Thursday, March 13, 2008

Afghan mission cost raises questions

This is from the Star. The costs may raise questions but be assured that the Liberals and Conservatives will duly pass the Afghan motion before they are questioned. Perhaps when the figures eventually come out the Liberals will baa baaa like the meek little lambs they are.
It is interesting that there is very little criticism of spending on Afghanistan. Not only is there a huge military expenditure but much of our reconstruction aid is going into a situation where corruption could very well steer much of the aid into politicians and warlords pockets.


Afghan mission cost raises questions
TheStar.com - Canada - Afghan mission cost raises questions


. But motion to extend participation to 2011 expected to pass today

March 13, 2008
Allan Woods
Ottawa Bureau

OTTAWA–Parliament will not learn the estimated cost of extending Canada's Afghanistan mission to 2011 until well after voting today on a government motion, a senior military official says.

The official, speaking to reporters on background, said the Canadian Forces are examining the incremental costs of the mission from February 2009 to December 2011, but final figures will remain under wraps for some time.

"Part of the business of putting this before the government is that there's a cost analysis being done," the official said. "I would suspect that once the mission is approved, if it is, that those figures would then become available."

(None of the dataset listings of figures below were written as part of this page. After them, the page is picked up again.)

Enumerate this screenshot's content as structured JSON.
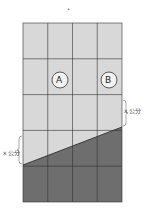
{
  "figure": {
    "top_mark": "•",
    "grid": {
      "columns": 4,
      "rows": 5
    },
    "regions": [
      {
        "id": "A",
        "label": "A",
        "row": 2,
        "column": 2
      },
      {
        "id": "B",
        "label": "B",
        "row": 2,
        "column": 4
      }
    ],
    "dimension_labels": {
      "right": "x 公分",
      "left": "x 公分"
    },
    "colors": {
      "light_fill": "#d8d8d8",
      "dark_fill": "#6e6e6e",
      "grid_line": "#333333",
      "circle_fill": "#f2f2f2"
    }
  }
}
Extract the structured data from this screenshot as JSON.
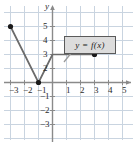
{
  "figure": {
    "kind": "coordinate-plane-graph",
    "axis_names": {
      "x": "x",
      "y": "y"
    },
    "callout_label": "y = f(x)",
    "colors": {
      "grid": "#c9d4e0",
      "axis": "#8a8a8a",
      "curve": "#6b6b6b",
      "point": "#1a1a1a",
      "callout_fill": "#dcdcdc",
      "callout_border": "#5a5a5a",
      "text": "#2b2b2b"
    }
  },
  "chart_data": {
    "type": "line",
    "title": "",
    "xlabel": "x",
    "ylabel": "y",
    "xlim": [
      -3.6,
      5.9
    ],
    "ylim": [
      -3.6,
      5.6
    ],
    "grid": true,
    "legend": "y = f(x)",
    "x_ticks": [
      -3,
      -2,
      -1,
      1,
      2,
      3,
      4,
      5
    ],
    "x_tick_labels": [
      "-3",
      "-2",
      "-1",
      "1",
      "2",
      "3",
      "4",
      "5"
    ],
    "y_ticks": [
      5,
      4,
      3,
      2,
      -1,
      -2,
      -3
    ],
    "y_tick_labels": [
      "5",
      "4",
      "3",
      "2",
      "-1",
      "-2",
      "-3"
    ],
    "series": [
      {
        "name": "y = f(x)",
        "points": [
          {
            "x": -3,
            "y": 4
          },
          {
            "x": -1,
            "y": 0
          },
          {
            "x": 0,
            "y": 2
          },
          {
            "x": 3,
            "y": 2
          }
        ]
      }
    ],
    "closed_points": [
      {
        "x": -3,
        "y": 4
      },
      {
        "x": -1,
        "y": 0
      },
      {
        "x": 3,
        "y": 2
      }
    ],
    "annotations": [
      {
        "text": "y = f(x)",
        "x": 1.3,
        "y": 3.3
      }
    ]
  },
  "x_labels": [
    {
      "text": "-3",
      "left": 9,
      "top": 86
    },
    {
      "text": "-2",
      "left": 23,
      "top": 86
    },
    {
      "text": "-1",
      "left": 37,
      "top": 86
    },
    {
      "text": "1",
      "left": 66,
      "top": 86
    },
    {
      "text": "2",
      "left": 80,
      "top": 86
    },
    {
      "text": "3",
      "left": 94,
      "top": 86
    },
    {
      "text": "4",
      "left": 108,
      "top": 86
    },
    {
      "text": "5",
      "left": 122,
      "top": 86
    }
  ],
  "y_labels": [
    {
      "text": "5",
      "left": 43,
      "top": 22
    },
    {
      "text": "4",
      "left": 43,
      "top": 36
    },
    {
      "text": "3",
      "left": 43,
      "top": 50
    },
    {
      "text": "2",
      "left": 43,
      "top": 64
    },
    {
      "text": "-1",
      "left": 40,
      "top": 92
    },
    {
      "text": "-2",
      "left": 40,
      "top": 106
    },
    {
      "text": "-3",
      "left": 40,
      "top": 120
    }
  ],
  "axis_label_positions": {
    "y": {
      "left": 45,
      "top": 2
    },
    "x": {
      "left": 130,
      "top": 76
    }
  }
}
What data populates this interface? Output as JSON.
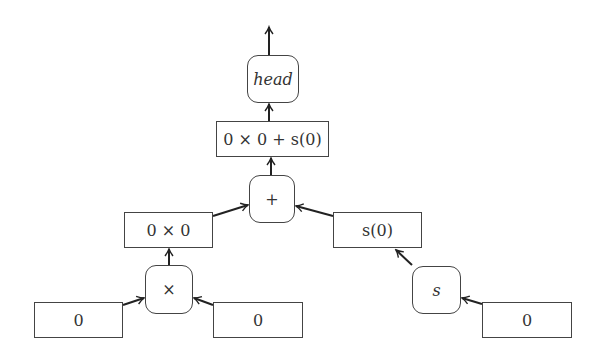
{
  "diagram": {
    "type": "expression-tree",
    "nodes": {
      "head": {
        "label": "head",
        "shape": "rounded"
      },
      "sum_expr": {
        "label": "0 × 0 + s(0)",
        "shape": "rect"
      },
      "plus": {
        "label": "+",
        "shape": "rounded"
      },
      "prod_expr": {
        "label": "0 × 0",
        "shape": "rect"
      },
      "succ_expr": {
        "label": "s(0)",
        "shape": "rect"
      },
      "times": {
        "label": "×",
        "shape": "rounded"
      },
      "s": {
        "label": "s",
        "shape": "rounded"
      },
      "zero_left": {
        "label": "0",
        "shape": "rect"
      },
      "zero_mid": {
        "label": "0",
        "shape": "rect"
      },
      "zero_right": {
        "label": "0",
        "shape": "rect"
      }
    },
    "edges": [
      {
        "from": "zero_left",
        "to": "times"
      },
      {
        "from": "zero_mid",
        "to": "times"
      },
      {
        "from": "times",
        "to": "prod_expr"
      },
      {
        "from": "zero_right",
        "to": "s"
      },
      {
        "from": "s",
        "to": "succ_expr"
      },
      {
        "from": "prod_expr",
        "to": "plus"
      },
      {
        "from": "succ_expr",
        "to": "plus"
      },
      {
        "from": "plus",
        "to": "sum_expr"
      },
      {
        "from": "sum_expr",
        "to": "head"
      },
      {
        "from": "head",
        "to": "output"
      }
    ]
  }
}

The motion appears set to pass with the support of a majority of MPs from the Conservative government and the Liberal opposition. The Bloc Québécois opposes staying in Kandahar past February 2009 when the current commitment ends, and the NDP has advocated an immediate pullout.

The suggestion that the military has already planned the six-month troop rotations through 2011 without a fairly specific idea of the total costs of a prolonged stay in Kandahar is not credible, NDP defence critic Dawn Black said.

"The military is very good at planning. They plan everything," said Black (New Westminster-Coquitlam).

Heading into the vote without an estimated price tag is like asking parliamentarians to send a "blank cheque to the military," she said.

The issue of military costs in Afghanistan became an issue this week when Montreal's La Presse reported that the Canadian Forces appear set to overshoot their budget for the NATO mission by $1-billion this year, according to military estimates released under the Access to Information Act. That would be the largest cost overrun since Canadian soldiers deployed to Afghanistan in the 2001-02 fiscal year, the government figures show.

Also yesterday, Foreign Affairs Minister Maxime Bernier expressed confidence Canada would receive the 1,000 additional troops from a NATO country to bolster efforts in Kandahar province – a key condition of the mission extension.

He said he received assurances in Brussels last week at a meeting of NATO foreign ministers.